Debugging some code in Visual Studio 2008 (C++), I noticed that the address in my function pointer variable is not the actual address of the function itself. This is an extern "C" function.

int main() {
   void (*printaddr)(const char *) = &print; // debug shows printaddr == 0x013C1429

}

Address: 0x013C4F10
void print() {
  ...
}

The disassembly of taking the function address is:

   void (*printaddr)(const char *) = &print;
013C7465 C7 45 BC 29 14 3C 01 mov         dword ptr [printaddr],offset print (13C1429h) 

EDIT: I viewed the code at address 013C4F10 and the compiler is apparently inserting a "jmp" instruction at that address.

013C4F10 E9 C7 3F 00 00   jmp         print (013C1429h) 

There is actually a whole jump table of every method in the .exe.

Can someone expound on why it does this? Is it a debugging "feature" ?

+2  A: 

Ah, I viewed the code at address 013C4F10 and the compiler is apparently inserting a "jmp" instruction at that address.

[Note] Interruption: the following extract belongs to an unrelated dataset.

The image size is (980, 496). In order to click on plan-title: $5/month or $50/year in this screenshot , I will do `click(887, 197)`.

013C4F10 E9 C7 3F 00 00   jmp         print (013C1429h)

There is actually a whole jump table of every method in the .exe.

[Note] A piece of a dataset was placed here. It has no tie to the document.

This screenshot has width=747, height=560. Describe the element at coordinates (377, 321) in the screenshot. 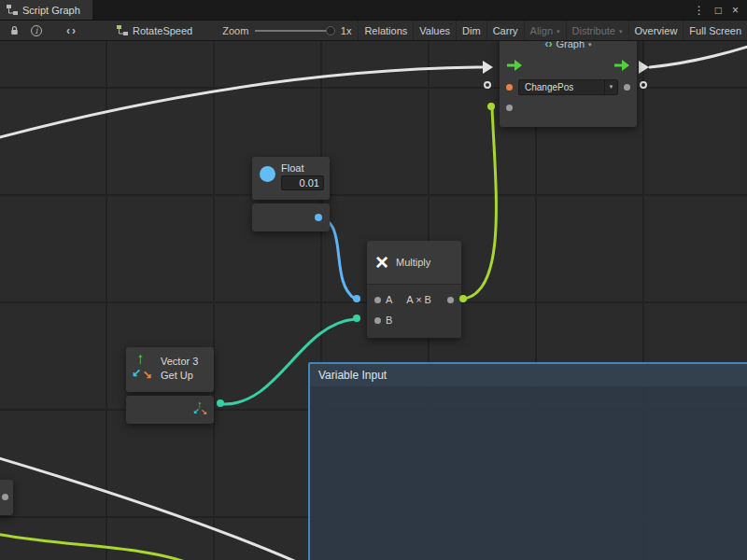

I see `port-b-dot` at that location.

When I switch to release mode the jump table goes away and the address is indeed the actual function address.

Can someone expound on why it does this? Is it a debugging "feature" ?

mrjoltcola
+4  A: 

I'm going to hazard a guess here, but it's possibly to enable Edit-and-Continue.

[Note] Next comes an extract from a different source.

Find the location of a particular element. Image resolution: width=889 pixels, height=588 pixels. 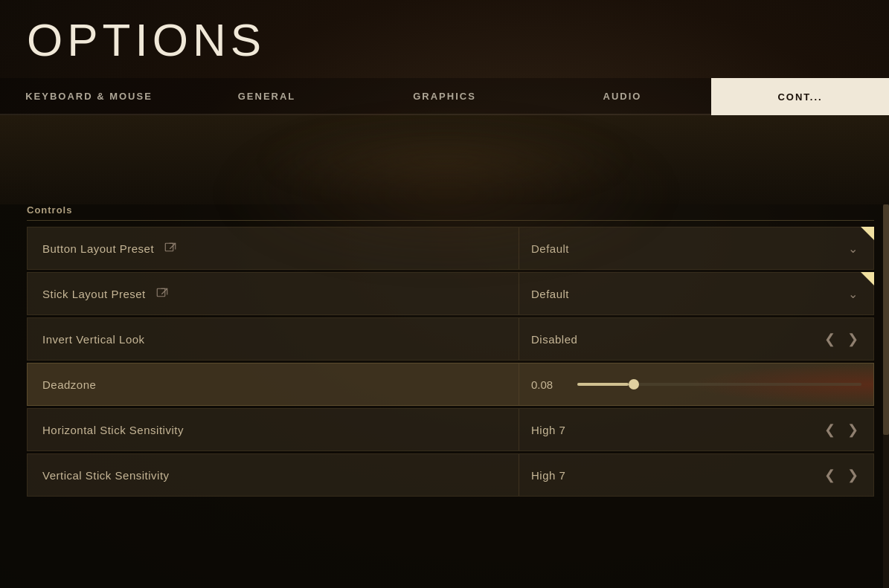

vertical-stick-sensitivity-value: High 7 is located at coordinates (676, 476).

Say you need to recompile that function, you only need to change the indirection table, not all callers. That would dramatically reduce the amount of work to do when the Edit-and-Continue feature is being exercised.

Bahbar
sounds reasonable, but then the function pointer `printaddr` would still point to the old (non-edited) `print` function... perhaps there's a bug in the debugger? :)
Martin
@Martin: no, the function pointer always points to the jump table, so that when edit and continue recompiles the function, only the jump table gets modified. The function pointer value does _not_ change, ever. That's the beauty of it, really. Imagine your code stores a function pointer somewhere in memory. Edit and Continue has no way to update that. But by pointing it to a jump table, modifying the jump table catches all the potential usages of the function at once.
Bahbar
@Bahbar: that's not what the disassembly above looks like since the pointer isn't set to point at the jump table but directly to the function instead
Martin
@Martin: Doh. I guess I wanted to believe too much. Thanks for pointing it out.
Bahbar
+1  A: 

it's probably to do with the interaction between the linker, and the need to call code in DLLs

This article talks about it, I'm not 100% sure how it applied to your example but it seems like it might help you understand http://msdn.microsoft.com/en-us/library/aa271769(VS.60).aspx

John Burton
+5  A: 

That is caused by 'Incremental Linking'. If you disable that in your compiler/linker settings the jumps will go away.

http://msdn.microsoft.com/en-us/library/4khtbfyf(VS.80).aspx

RaptorFactor
That is the answer. Jump thunks. Thank you.